Johannesburg - South Africa’s economy grew by 2% in the third quarter of 2017, on the back of a strong performance in the agricultural sector.
In his first address as South Africa’s new statistician general, Risenga Maluleke said the largest contributor to growth in the third quarter was agriculture, with a 44.2% share.
But mining and manufacturing also contributed significantly to the growth recorded.
Mining and quarrying increased by 6.6% and contributed 0.5 of a percentage point to GDP growth. Electricity was the biggest laggard, down by 5.5% or R6bn.
Expenditure on real gross domestic product grew by 2.1% in the third quarter of 2017. The second-quarter growth rate was revised from 2.4% to 2.7% after the incorporation of revised data sources.
Final consumption expenditure by households increased by 2.6% in the third quarter of 2017, contributing 1.6 percentage points to total growth.
There was a R5.5bn drawdown of inventories in the third quarter of 2017.
Maluleke noted the negative growth this year, but was optimistic about the current figures in the third quarter.
South Africa’s nominal GDP was R1 168bn for the quarter.
“We can see that expenditure and production trends are the same,” said Maluleke. “We might be more worried if trends are not the same.”
Jody de Beer, in charge of economic statistics at Statistics SA, said the 1.7% some analysts pencilled in did not differ much from the 2% that was recorded.
South Africa's GDP growth rate has been dismal in recent years with business and consumer confidence plummeting as political crises, rating agency downgrades and state capture allegations gripped the country.
Investment in South Africa is low, and businesses have indicated the political uncertainty makes it difficult to plan ahead for growth.
Tuesday’s announcement was the first since S&P downgraded South African debt to junk status.
Moody’s, the only major agency which still rates South African debt as investment grade, has placed it on downgrade review pending the December ANC elective conference and February 2018 budget.
Ratings agency Fitch in November opted to keep the economy’s debt at junk.
Last year the South African economy only managed to grow by 0.3%.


• _Problem to solve_
Print all entries below exactly, without images.

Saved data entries
• • • • • • •
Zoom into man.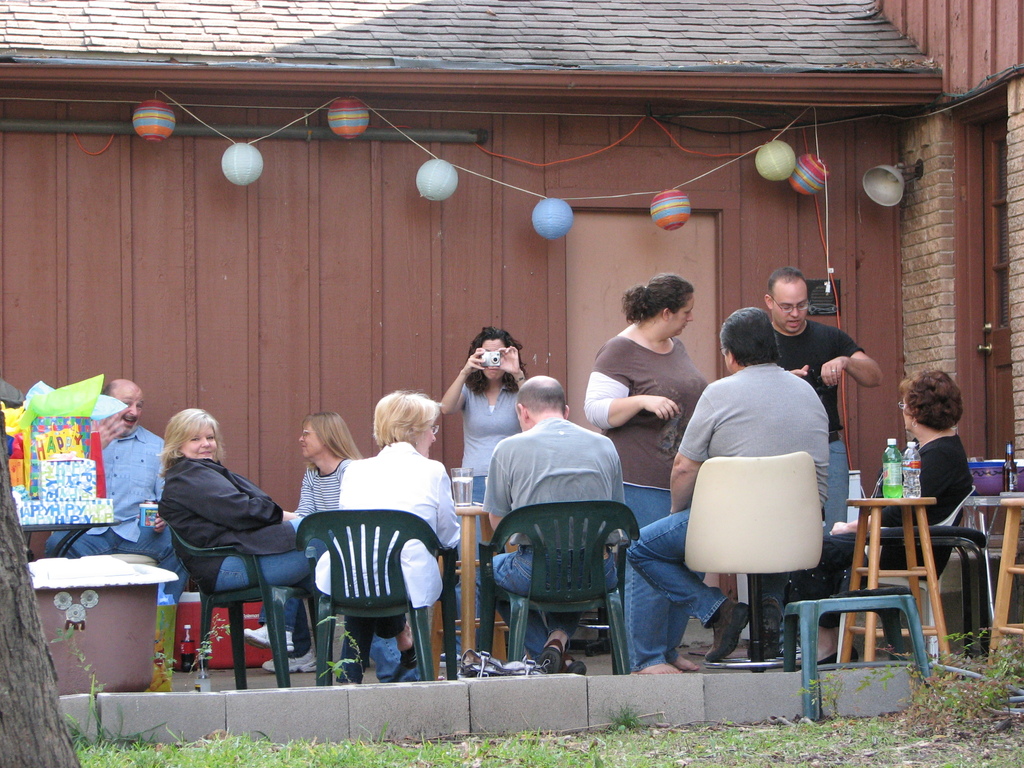
Zoom target: {"x1": 43, "y1": 378, "x2": 188, "y2": 604}.
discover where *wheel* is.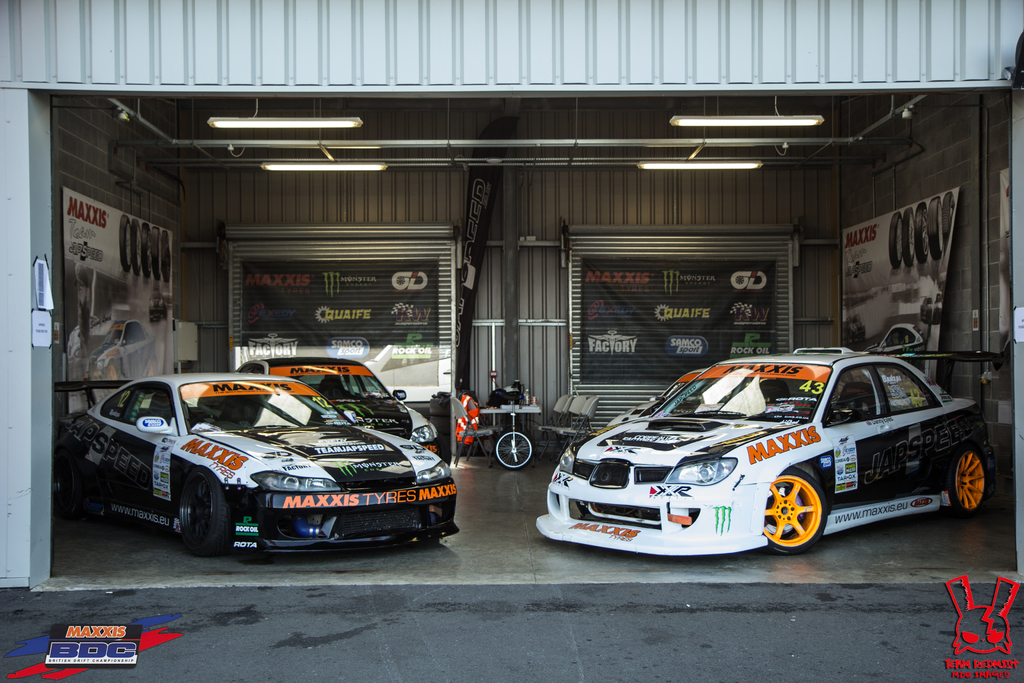
Discovered at 891:211:908:274.
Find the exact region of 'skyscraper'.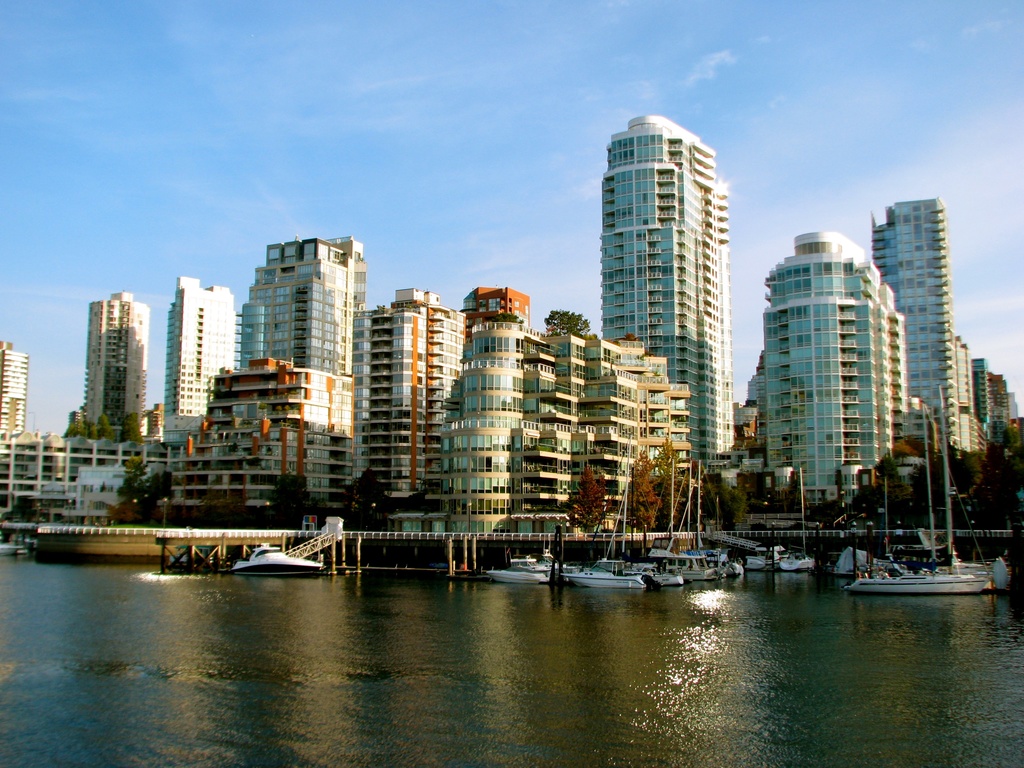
• • • • • • •
• _Output for this task_
Zoom into man.
Zoom target: {"x1": 43, "y1": 378, "x2": 188, "y2": 604}.
discover where *wheel* is.
Discovered at 891:211:908:274.
Find the exact region of 'skyscraper'.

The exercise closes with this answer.